Nor is this just a feature of the 2008 Obama campaign. It is an example of a wider phenomenon. Recent work on the effects of the internet on political participation suggests that it does little or nothing in practice to compensate for already-existing biases in involvement. Those already politically engaged are quick to adopt web technologies as yet further ways of engaging. By and large, those who are politically marginalised just do not. Far from being a potential ‘weapon of the weak’ or even just a leveller of the participatory playing field, it seems, web technologies in practice are far more likely to entrench existing inequalities in political access.

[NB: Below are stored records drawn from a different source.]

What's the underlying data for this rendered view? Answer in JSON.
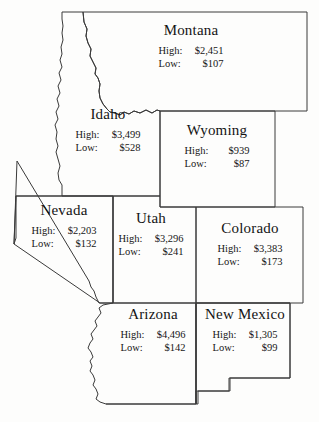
{
  "map": {
    "title": "Western United States Retail Sales Map",
    "background_color": "#fdfdfc",
    "border_color": "#3a3a3a",
    "text_color": "#141414",
    "labels": {
      "high": "High:",
      "low": "Low:"
    },
    "states": [
      {
        "id": "montana",
        "name": "Montana",
        "high": "$2,451",
        "low": "$107"
      },
      {
        "id": "idaho",
        "name": "Idaho",
        "high": "$3,499",
        "low": "$528"
      },
      {
        "id": "wyoming",
        "name": "Wyoming",
        "high": "$939",
        "low": "$87"
      },
      {
        "id": "nevada",
        "name": "Nevada",
        "high": "$2,203",
        "low": "$132"
      },
      {
        "id": "utah",
        "name": "Utah",
        "high": "$3,296",
        "low": "$241"
      },
      {
        "id": "colorado",
        "name": "Colorado",
        "high": "$3,383",
        "low": "$173"
      },
      {
        "id": "arizona",
        "name": "Arizona",
        "high": "$4,496",
        "low": "$142"
      },
      {
        "id": "new_mexico",
        "name": "New Mexico",
        "high": "$1,305",
        "low": "$99"
      }
    ]
  }
}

One other aspect of NSM use by the 2008 Obama campaign is also instructive. The main advantages for the campaign were less to do with recruiting new activists (most would have been activists anyway) and much more to do with allowing quick and efficient communication. And it allowed the campaign to collect information on its activists, which in its turn became useful for targeting messages, for directing fund-raising drives and so on (to the extent that the campaign exploited the data generated through NSM about its activists, it was behaving similarly to companies like Facebook).

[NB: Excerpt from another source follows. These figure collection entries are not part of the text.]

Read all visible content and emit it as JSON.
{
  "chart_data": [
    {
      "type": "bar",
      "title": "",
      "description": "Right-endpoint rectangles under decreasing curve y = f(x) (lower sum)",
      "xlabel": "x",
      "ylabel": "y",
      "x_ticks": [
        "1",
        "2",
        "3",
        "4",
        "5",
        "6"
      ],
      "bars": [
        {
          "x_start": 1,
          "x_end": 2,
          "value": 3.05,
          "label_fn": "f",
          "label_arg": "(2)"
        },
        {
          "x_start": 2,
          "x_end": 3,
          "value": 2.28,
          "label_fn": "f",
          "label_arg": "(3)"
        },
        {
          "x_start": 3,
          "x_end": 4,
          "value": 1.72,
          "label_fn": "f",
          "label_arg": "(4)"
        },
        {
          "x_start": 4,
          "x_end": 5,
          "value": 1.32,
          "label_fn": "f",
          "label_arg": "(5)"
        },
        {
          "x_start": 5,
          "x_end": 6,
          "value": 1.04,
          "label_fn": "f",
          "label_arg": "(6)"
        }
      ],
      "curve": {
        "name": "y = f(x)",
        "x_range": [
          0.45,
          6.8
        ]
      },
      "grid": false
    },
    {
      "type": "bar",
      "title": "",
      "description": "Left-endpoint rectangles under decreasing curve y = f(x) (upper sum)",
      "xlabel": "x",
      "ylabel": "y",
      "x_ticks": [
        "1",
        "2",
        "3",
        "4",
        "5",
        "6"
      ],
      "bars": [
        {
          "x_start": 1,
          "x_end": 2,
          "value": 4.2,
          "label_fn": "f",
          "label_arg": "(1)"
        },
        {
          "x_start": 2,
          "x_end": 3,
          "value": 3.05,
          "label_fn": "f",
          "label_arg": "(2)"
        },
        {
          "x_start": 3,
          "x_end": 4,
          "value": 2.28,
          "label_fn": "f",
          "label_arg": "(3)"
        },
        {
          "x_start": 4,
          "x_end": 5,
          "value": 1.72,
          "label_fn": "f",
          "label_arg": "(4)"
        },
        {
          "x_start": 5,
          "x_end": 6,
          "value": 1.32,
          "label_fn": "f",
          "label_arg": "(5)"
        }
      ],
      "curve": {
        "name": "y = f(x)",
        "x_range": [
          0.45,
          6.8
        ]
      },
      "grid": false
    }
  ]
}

Probably the most famous story about modern US Presidential campaigns concerns the Kennedy-Nixon debate in 1960. Most political anoraks will know that perceptions of who won the debate depended strongly on the medium through which voters experienced it, radio listeners scoring the debate for Nixon while TV viewers (swayed by Kennedy’s suave, handsome charm against Nixon’s sweaty, unshaved demeanour) gave the honours to Kennedy. A famous story. But it turns out to be an urban myth. Repeated attempts to track down the source of the story have failed. There is no concrete evidence for it. It may well be the case that the story of the critical importance of NSM to Obama’s 2008 victory could be a similar urban myth.

What is more, while the evidence is that while personal invitations do mobilise people to take part in various forms of political action, not all forms of contact are equally effective. Some of the best evidence for those comes from a now very substantial body of experimental research (the pioneer work in this rapidly-expanding field is by Gerber and Green). Overwhelmingly, these experiments confirm that personal really does mean personal. Face to face contact with a real, physically present individual is, other things being equal, just about the most persuasive and mobilising form of contact. Other forms of contact (telephone calls, letters, e-mails, twitter feeds etc. etc.) pale in comparison. More impersonal forms of contact are poor substitutes for meeting someone in the flesh if one wants to encourage people to participate. Quality counts: digital means of contacting and mobilising are not as effective.

Bio

Charles Pattie

Charles Pattie is Professor of Geography at the University of Sheffield. His research specialism is in elections, political campaigning and public participation in politics, on which he has written extensively.